European Union foreign policy chief Josep Borrell was headed to Tehran Friday for a surprise visit that can breathe new life into stalled talks on reviving the 2015 Iran nuclear deal. Borrell is due to arrive in Iranian capital at night to meet the foreign minister.
This is VOA News.
The United Nations’ chief warns the world faces catastrophe because of the growing shortage of food around the globe. AP correspondent Charles De Ledesma reports.
U.N. Secretary-General António Guterres says the war in Ukraine has added to the disruptions caused by climate change, the coronavirus pandemic and inequality to produce an “unprecedented global hunger crisis” already affecting hundreds of millions of people.
In a video message to officials from dozens of rich and developing countries gathered in Berlin, Guterres says, “There is a real risk that multiple famines will be declared in 2022,” adding, “And 2023 could be even worse.”
I’m Charles De Ledesma.
An aftershock took more lives and threatened to pile even more misery on an area of eastern Afghanistan reeling from a powerful earthquake that state media said killed 1,150 people this week.

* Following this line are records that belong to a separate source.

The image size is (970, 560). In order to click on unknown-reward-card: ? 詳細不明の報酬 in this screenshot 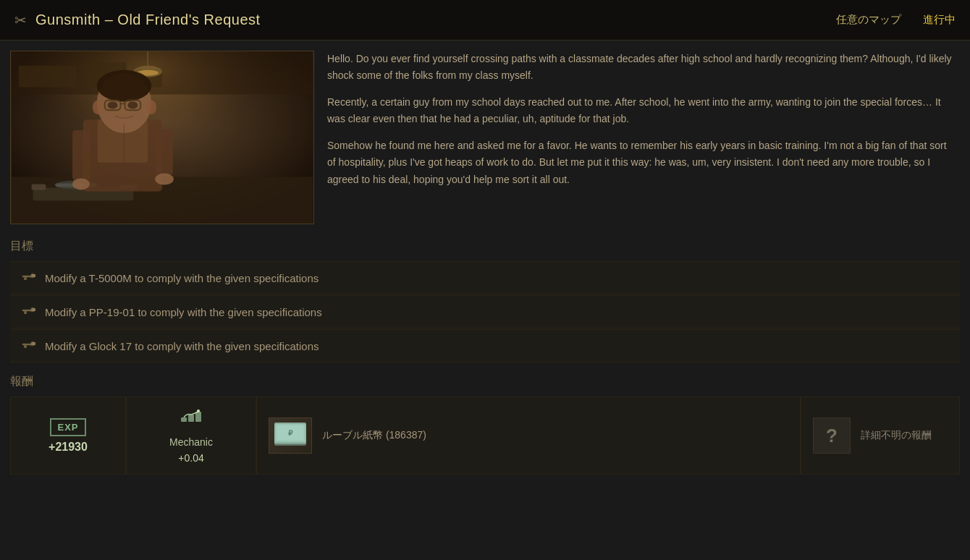, I will do `click(880, 436)`.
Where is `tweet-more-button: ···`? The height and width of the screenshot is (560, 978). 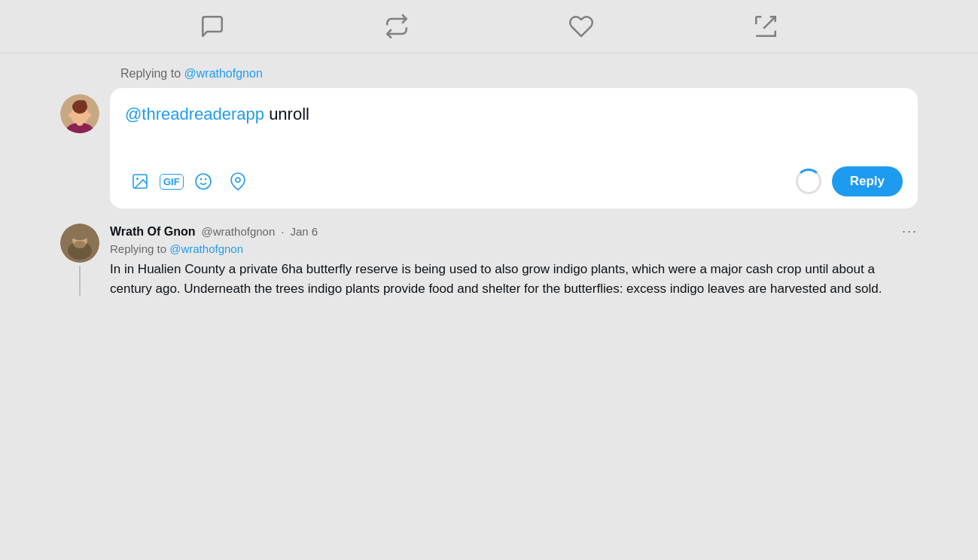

Wednesday’s magnitude 6 earthquake killed 121 children when it struck a remote mountainous region already grappling with staggering poverty.
It comes at a time when the country is spiraling deeper into economic crisis after many countries pulled back critical financing and development aid in the wake of the Taliban’s takeover.
Friends, family (families) and other mourners today remember the 98 people who died in a building collapse one year ago Friday in the U.S. city of Surfside, Florida.
The 12-story oceanfront condo building came crashing down in the middle of the night, one of the deadliest structure collapses in U.S. history.
The names of each victim were read aloud during a ceremony Friday to mark the somber anniversary. Second (First) lady Jill Biden was there.
“And as we gather, we express gratitude for this community: the fire fighters and first responders who bound up wounds and spent weeks working to recover your loved ones.”
Ecuadoran President Guillermo Lasso said Friday that Indigenous people staging sometimes violent protests for the past 12 days are trying to overthrow him.
Shortly after he spoke, thousands of protesters throwing rocks and shooting off fireworks again clashed with police near the Congress building in Quito. Police and soldiers repelled them with tear gas.
The demonstrations have led to clashes that have left six people dead and dozens injured.
And recapping our top story, the U.S. Supreme Court has ended constitutional protections for women seeking abortions in the United States and the high court’s move is laying bare a deep national divide over abortion.
Via remote, I’m Diane Roberts, VOA News.